§ **Try it**: Each line of the material that mentions the word "Where" is to be copied.
---- Provided data
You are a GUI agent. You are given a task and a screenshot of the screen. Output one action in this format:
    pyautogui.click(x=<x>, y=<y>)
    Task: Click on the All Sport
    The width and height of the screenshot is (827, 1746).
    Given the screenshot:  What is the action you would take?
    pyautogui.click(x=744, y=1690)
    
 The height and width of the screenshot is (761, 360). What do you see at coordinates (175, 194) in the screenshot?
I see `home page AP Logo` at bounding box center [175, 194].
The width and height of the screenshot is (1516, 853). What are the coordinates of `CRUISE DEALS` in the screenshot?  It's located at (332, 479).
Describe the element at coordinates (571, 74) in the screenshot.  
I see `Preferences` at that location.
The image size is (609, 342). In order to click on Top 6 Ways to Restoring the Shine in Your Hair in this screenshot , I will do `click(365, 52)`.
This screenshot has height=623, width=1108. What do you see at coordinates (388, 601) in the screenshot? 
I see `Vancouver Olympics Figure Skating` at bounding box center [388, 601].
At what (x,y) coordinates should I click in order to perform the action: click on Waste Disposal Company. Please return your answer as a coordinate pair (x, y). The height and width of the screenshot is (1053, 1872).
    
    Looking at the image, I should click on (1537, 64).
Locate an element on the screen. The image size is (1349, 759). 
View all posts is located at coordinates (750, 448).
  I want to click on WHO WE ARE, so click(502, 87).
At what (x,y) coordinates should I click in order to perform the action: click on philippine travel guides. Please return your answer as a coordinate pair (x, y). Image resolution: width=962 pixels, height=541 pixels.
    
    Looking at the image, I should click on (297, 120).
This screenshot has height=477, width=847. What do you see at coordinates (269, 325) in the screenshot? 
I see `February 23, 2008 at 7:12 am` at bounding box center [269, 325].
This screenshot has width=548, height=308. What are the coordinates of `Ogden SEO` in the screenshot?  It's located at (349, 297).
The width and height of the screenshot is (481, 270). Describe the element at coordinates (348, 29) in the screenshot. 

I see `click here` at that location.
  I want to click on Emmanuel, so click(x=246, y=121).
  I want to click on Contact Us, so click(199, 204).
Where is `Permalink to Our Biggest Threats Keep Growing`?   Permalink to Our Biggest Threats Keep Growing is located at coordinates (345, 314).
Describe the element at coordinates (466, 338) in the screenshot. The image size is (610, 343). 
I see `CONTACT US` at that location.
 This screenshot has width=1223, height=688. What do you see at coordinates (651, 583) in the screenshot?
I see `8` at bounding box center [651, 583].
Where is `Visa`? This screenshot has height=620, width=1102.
--------
§ **Written answer**:
Where is `Permalink to Our Biggest Threats Keep Growing`?   Permalink to Our Biggest Threats Keep Growing is located at coordinates (345, 314).
Where is `Visa`? This screenshot has height=620, width=1102.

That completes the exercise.